With HIPAA, Inaction Can Cost You
- Diane Evans
- 1 day ago
- 1 min read
A new federal case under the Health Insurance Portability and Accountability Act (HIPAA) points to the importance of good-faith efforts to avoid data breaches. Time and again, breaches happen – and organizations pay a price – because compliance efforts fall short.
At its core, HIPAA is a baseline plan for applying proven practices that prevent data intrusions.
This latest case, reported this week by the U.S. Office for Civil Rights, underscores the preventability of one of the most common HIPAA violations: That of impermissible access to private information by an insider.

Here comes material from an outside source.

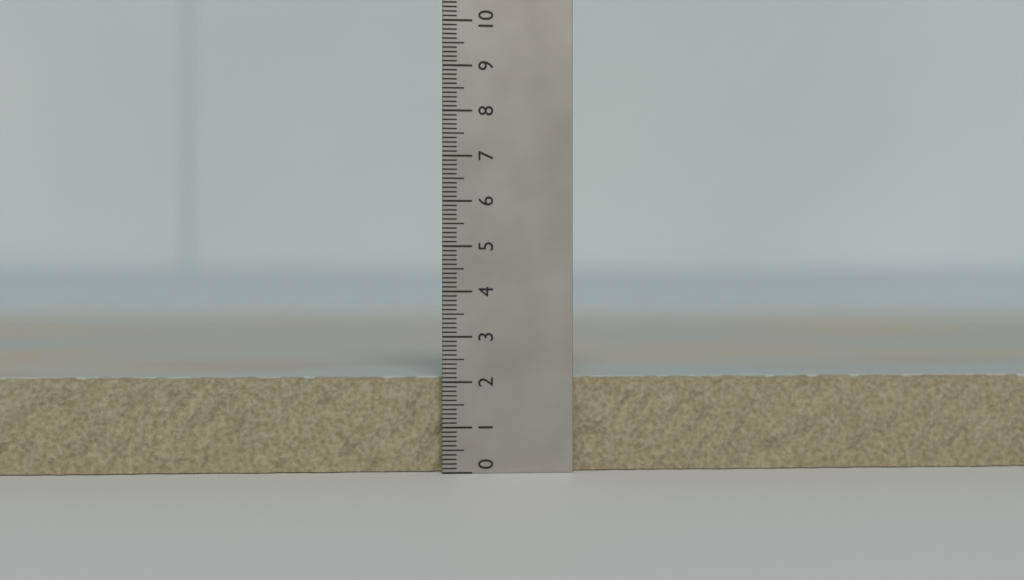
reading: 2.1 (no unit)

OCR’s Acting Director Anthony Archeval is on point in saying that “allowing unrestricted access to patient health information can create an attractive target for a malicious insider.”
In this case, a patient was contacted by an unknown individual who had photographs of her printed medical records, as well as a video of someone scrolling through her medical records on a computer screen.
OCR’s investigation pointed to culpability on the part of the healthcare provider, including:
Failing to implement policies and procedures for authorized access to private information as required;
Failing to reduce risks and vulnerabilities to a reasonable and appropriate level, and,
Failure to regularly review records of information system activity.
In addition to an $800,000 settlement, remediation will include a compliant risk assessment, better training and risk management.
These are all things within the power of an organization to do in advance - both to meet federal standards and to protect individuals served. Privacy efforts shouldn’t be viewed solely in terms of meeting regulations. Fundamentally, the objective is to uphold trust.